Every year, thousands of people struggle with addiction. Audio drama and fiction podcasts are uniquely situated to show that struggle, and WGC’s Small Victories brings out the best in that fight. Marisol has to reconcile her old self-image with the person she wants to be. Creator Jade Madison Scott and director Nathan Gabriel cook up an experience where Mo McKynzie’s Marisol hops over the fourth wall and runs around reality. The conflict between interior and exterior selves reaches Biblical proportions and will make you re-think how to tackle conflicts.

Sound Detectives

LeVar Burton’s commitment to literacy and critical thinking skills strikes again with Sound Detectives. This kids and family show gives us a world that can only exist in an audio drama or fiction podcast. Detective Hunch and Audie The Ear examine sounds closely to determine their origins, showing the subtleties of how sound works. The bonus recurring segment, “Waxing On Ears,” teaches how ears process sound and how to keep ears safe and healthy. Burton produces and guest stars as a deeply conflicted version of himself. Not only is this show a great companion for car rides with kids, it’ll put a smile on your face while you notice real-world subtleties anew.

The Truth: Pariah

The audio drama and fiction podcast world suffered a major blow when Jonathan Mitchell closed the shutters on The Truth. Mitchell said, “​​We’re not sure if or when the show will return; we hope it does, but it will likely take a different form.” Pariah, a miniseries written by Tribeca Audio’s Davy Gardner, was a good place for The Truth to take a bow. 

Performance art is a tough sell. At best, it’s sensationalist; at worst, it can destroy a career. In the case of Pariah, it’s lethal. When a woman is found dead in a performance art opening, an art critic is determined to find out why. On its surface, Pariah seems like a clever, hip, thoroughly modern murder mystery. But, the story’s points of view from different narrators explore secrets, alliances, and conflicts. The audience’s loyalties are nurtured in one episode, then yanked in the opposite direction in the next. Who is art really for, and why do people make or consume it? Who really benefits? Like The Truth, Pariah is a piece of art that will spark intrigue for a long time. 

Vanishment

Audio drama and fiction podcasts thrive when they tell stories in a way that can only exist as sound. Vanishment is a perfect example of what the medium can do. In “Don’t Let Your Mind Wander,” an experimental space mission goes awry when messages from different quantum realities overlap in time. Creator Richard Brooks assembled a team of independent audio drama stars to make a fiction podcast that will make you drop everything and pay attention to every layer. If you liked the movie Interstellar, this show is for you.

ZOINKS!

If you enjoy Scooby Doo, Nancy Drew, The Hardy Boys, Harriet The Spy, and Encyclopedia Brown, but wish teen detective stories included more psychological drama and neo-absurdism, ZOINKS! is your jam. On the surface of the story, Nolan Blackwell and her dog Casper explore an abandoned house, uncover corruption, and unmask the bad guys. Queen City Flash uses its considerable theater experience to layer internal monologue with external behaviors, showing what it means to ask tough questions and get comfortable with discomfort. You’ll hug your dog a little closer and never see scented lip balm the same way again.
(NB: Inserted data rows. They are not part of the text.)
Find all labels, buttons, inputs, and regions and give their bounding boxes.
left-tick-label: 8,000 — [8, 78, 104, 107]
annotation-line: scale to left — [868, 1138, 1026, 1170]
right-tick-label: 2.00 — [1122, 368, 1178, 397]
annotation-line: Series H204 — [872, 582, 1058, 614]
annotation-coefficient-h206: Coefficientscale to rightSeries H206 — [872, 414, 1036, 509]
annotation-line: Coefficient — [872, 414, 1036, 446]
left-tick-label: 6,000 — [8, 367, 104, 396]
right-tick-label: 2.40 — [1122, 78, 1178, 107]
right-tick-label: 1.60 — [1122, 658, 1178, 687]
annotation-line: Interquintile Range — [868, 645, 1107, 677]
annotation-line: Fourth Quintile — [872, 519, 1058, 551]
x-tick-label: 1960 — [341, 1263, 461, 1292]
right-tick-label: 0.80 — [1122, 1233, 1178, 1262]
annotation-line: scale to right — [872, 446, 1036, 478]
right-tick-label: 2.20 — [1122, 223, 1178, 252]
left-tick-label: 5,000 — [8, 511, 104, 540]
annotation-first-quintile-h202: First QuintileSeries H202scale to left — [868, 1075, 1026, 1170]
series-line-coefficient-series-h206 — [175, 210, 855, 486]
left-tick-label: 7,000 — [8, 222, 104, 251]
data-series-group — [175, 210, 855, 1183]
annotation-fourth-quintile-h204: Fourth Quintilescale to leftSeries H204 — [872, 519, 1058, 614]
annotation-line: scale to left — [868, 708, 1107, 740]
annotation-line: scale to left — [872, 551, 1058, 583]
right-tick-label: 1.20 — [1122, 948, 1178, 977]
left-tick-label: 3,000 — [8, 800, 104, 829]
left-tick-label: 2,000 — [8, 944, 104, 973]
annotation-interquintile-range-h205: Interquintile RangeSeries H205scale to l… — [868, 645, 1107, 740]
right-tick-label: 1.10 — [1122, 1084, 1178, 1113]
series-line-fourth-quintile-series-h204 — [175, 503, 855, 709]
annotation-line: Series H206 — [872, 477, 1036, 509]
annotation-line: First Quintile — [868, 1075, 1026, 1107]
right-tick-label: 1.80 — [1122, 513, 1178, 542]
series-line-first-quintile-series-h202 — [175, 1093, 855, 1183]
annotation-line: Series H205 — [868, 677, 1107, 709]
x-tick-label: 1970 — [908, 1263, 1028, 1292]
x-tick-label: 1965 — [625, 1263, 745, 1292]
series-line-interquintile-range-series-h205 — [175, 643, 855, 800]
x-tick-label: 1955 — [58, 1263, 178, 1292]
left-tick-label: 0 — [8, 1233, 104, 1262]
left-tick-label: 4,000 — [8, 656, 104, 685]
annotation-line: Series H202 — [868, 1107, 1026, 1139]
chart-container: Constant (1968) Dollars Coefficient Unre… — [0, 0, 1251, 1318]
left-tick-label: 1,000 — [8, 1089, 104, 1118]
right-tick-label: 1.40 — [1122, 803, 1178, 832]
The Best Audio Drama and Fiction Podcasts Can Make Your Chores Feel Like Adventures.

Some people say that they don’t have time to listen to podcasts, let alone audio drama and fiction. In his recent article, The 25 Hour Day, Tom Webster posited that podcast listening is “a way to grab five minutes to yourself, away from a screen, in those little pockets of time that we all know we have.” What if boring tasks could become opportunities for escape? It’d be like getting more time for yourself: an extra hour in your day.

Independent audio drama and fiction podcasts give you a world of ideas that you won’t find elsewhere. These shows ask tough questions, spark audiences’ imagination, and help you experience the world in a different way. To experience a new kind of curiosity and excitement, make it a point to follow and dig into more independent audio drama and fiction podcasts.